╭─ Data

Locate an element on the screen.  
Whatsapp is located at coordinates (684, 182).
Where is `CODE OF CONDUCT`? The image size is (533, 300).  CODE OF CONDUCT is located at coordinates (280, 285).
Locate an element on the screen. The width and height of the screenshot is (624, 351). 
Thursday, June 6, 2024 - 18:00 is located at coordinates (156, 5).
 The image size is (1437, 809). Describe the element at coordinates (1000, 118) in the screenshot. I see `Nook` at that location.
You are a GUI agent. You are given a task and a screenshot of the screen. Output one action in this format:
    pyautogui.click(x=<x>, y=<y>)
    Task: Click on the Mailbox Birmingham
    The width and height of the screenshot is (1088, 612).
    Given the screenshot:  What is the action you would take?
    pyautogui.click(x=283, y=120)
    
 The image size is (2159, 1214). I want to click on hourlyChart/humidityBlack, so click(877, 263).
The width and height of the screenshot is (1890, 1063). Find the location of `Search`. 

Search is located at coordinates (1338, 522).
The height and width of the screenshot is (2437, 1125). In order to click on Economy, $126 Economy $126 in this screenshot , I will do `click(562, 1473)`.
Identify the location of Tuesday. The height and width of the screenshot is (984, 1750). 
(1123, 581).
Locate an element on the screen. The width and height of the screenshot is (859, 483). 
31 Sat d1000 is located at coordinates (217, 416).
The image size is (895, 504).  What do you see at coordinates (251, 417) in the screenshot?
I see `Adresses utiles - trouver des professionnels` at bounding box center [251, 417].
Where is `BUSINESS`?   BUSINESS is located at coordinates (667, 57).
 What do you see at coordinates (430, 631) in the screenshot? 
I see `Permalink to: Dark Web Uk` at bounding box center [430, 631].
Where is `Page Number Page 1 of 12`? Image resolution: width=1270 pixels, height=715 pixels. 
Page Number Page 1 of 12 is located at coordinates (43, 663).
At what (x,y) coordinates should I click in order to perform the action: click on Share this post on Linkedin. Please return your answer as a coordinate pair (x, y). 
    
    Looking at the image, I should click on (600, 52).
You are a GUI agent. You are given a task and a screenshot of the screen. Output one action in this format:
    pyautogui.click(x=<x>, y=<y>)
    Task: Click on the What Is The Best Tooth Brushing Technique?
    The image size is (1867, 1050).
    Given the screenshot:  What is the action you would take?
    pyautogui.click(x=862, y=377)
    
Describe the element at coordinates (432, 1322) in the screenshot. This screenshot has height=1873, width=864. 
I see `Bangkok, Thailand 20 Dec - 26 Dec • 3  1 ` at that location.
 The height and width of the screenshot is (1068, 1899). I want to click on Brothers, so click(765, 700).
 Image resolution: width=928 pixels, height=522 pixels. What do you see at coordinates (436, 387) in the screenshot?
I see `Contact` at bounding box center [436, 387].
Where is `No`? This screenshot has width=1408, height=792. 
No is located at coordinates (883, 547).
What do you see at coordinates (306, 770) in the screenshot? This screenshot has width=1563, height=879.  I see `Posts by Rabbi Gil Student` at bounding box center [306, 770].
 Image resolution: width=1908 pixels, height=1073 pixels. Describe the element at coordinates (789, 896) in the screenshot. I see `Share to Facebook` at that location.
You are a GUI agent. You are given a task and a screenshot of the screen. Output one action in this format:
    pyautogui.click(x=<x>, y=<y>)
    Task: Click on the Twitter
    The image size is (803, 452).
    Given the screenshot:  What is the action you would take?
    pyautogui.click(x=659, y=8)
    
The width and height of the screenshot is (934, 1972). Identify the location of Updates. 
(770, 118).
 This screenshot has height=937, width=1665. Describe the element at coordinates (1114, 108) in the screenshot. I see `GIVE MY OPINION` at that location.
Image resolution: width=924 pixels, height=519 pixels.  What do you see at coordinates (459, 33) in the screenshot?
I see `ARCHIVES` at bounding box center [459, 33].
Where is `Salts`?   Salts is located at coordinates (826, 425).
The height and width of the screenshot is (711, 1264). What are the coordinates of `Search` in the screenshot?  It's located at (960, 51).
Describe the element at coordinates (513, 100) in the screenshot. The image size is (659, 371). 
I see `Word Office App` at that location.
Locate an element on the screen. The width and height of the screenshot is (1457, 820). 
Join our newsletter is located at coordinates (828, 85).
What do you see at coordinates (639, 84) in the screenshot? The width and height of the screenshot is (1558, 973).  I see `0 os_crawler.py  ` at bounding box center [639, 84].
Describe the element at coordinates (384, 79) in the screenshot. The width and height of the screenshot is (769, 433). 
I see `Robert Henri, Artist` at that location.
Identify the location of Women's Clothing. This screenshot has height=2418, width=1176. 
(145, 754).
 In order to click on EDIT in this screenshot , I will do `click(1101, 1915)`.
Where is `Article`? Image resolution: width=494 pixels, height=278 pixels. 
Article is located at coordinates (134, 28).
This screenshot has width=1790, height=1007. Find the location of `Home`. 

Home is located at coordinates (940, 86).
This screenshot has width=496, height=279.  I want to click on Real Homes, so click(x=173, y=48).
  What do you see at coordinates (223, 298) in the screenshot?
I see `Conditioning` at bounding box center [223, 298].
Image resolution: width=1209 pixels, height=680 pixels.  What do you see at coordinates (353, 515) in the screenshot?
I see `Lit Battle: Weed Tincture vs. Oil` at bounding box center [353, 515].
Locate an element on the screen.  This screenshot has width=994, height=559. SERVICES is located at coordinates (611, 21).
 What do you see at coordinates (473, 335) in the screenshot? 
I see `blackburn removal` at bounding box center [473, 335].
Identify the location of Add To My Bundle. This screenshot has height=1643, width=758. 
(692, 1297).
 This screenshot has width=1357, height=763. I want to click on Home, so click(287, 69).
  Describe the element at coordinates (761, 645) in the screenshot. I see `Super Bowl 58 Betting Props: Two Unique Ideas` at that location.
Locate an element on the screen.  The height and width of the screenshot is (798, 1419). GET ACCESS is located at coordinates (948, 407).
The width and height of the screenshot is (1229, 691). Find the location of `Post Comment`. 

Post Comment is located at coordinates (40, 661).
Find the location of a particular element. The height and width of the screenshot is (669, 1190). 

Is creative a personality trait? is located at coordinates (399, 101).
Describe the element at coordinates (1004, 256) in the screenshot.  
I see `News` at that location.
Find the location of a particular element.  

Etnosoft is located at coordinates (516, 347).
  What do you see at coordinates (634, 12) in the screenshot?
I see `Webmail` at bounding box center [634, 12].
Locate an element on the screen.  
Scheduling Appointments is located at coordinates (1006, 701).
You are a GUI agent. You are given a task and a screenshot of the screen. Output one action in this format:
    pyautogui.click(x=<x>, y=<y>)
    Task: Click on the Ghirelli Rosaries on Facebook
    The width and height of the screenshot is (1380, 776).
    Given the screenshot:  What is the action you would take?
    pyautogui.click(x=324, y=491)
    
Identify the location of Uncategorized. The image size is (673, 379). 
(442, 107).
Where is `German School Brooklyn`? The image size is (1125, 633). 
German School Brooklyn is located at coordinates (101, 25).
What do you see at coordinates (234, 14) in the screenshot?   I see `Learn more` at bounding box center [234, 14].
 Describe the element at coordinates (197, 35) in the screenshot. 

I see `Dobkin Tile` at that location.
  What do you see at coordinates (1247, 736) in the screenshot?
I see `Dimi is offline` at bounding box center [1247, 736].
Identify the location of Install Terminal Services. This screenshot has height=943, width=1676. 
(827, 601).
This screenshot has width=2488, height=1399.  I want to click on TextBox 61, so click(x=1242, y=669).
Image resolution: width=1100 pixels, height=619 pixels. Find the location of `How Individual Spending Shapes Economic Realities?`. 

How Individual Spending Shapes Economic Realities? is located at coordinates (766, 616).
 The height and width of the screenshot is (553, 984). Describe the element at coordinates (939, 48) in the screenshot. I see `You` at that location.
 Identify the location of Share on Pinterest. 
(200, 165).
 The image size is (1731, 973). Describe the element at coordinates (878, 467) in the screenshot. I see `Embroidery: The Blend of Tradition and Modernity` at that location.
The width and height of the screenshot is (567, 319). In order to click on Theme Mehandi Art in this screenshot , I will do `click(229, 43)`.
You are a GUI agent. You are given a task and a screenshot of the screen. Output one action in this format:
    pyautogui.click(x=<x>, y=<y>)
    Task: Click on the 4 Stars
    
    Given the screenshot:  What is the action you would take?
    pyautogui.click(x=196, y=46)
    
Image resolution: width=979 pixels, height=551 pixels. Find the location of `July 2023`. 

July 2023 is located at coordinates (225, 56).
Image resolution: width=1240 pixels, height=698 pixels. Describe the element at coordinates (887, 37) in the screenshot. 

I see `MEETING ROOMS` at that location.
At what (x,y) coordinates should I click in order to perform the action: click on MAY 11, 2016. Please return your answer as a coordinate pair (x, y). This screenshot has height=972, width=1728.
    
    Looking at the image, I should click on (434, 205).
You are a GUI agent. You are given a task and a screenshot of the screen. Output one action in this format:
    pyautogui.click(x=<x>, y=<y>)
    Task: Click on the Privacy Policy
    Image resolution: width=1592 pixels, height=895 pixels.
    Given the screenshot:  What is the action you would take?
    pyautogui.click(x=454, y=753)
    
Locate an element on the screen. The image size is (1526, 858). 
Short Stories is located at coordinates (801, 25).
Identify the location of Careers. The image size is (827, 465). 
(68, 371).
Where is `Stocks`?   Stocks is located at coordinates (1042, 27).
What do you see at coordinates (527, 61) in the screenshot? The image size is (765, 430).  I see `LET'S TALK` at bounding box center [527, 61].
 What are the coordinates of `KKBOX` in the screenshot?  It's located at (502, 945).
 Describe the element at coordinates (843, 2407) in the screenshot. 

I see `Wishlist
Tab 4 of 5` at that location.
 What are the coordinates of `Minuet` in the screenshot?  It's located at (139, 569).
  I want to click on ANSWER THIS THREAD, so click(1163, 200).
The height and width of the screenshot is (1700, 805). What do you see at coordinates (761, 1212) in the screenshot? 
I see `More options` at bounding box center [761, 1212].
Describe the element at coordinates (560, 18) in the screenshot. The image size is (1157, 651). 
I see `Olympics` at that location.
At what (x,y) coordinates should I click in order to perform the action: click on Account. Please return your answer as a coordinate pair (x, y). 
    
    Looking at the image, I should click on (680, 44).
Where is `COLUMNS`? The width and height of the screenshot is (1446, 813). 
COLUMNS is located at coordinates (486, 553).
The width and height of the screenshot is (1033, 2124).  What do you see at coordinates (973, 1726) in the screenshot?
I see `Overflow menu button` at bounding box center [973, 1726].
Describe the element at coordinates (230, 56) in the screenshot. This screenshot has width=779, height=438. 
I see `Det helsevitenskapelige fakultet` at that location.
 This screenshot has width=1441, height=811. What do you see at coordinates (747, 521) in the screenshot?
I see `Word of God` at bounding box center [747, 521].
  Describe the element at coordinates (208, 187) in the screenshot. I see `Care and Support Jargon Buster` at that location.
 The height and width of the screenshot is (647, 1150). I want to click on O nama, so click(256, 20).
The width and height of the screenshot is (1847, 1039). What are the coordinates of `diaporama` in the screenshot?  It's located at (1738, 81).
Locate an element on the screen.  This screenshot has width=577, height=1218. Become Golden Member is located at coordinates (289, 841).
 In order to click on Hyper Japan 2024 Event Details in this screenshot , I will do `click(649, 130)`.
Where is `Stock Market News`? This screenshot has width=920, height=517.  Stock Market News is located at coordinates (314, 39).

╰─

* **Task statement**
Out of the preceding entries, pull each line that contains the word "will".

* **Worked solution**
The height and width of the screenshot is (2437, 1125). In order to click on Economy, $126 Economy $126 in this screenshot , I will do `click(562, 1473)`.
 In order to click on EDIT in this screenshot , I will do `click(1101, 1915)`.
The width and height of the screenshot is (567, 319). In order to click on Theme Mehandi Art in this screenshot , I will do `click(229, 43)`.
 In order to click on Hyper Japan 2024 Event Details in this screenshot , I will do `click(649, 130)`.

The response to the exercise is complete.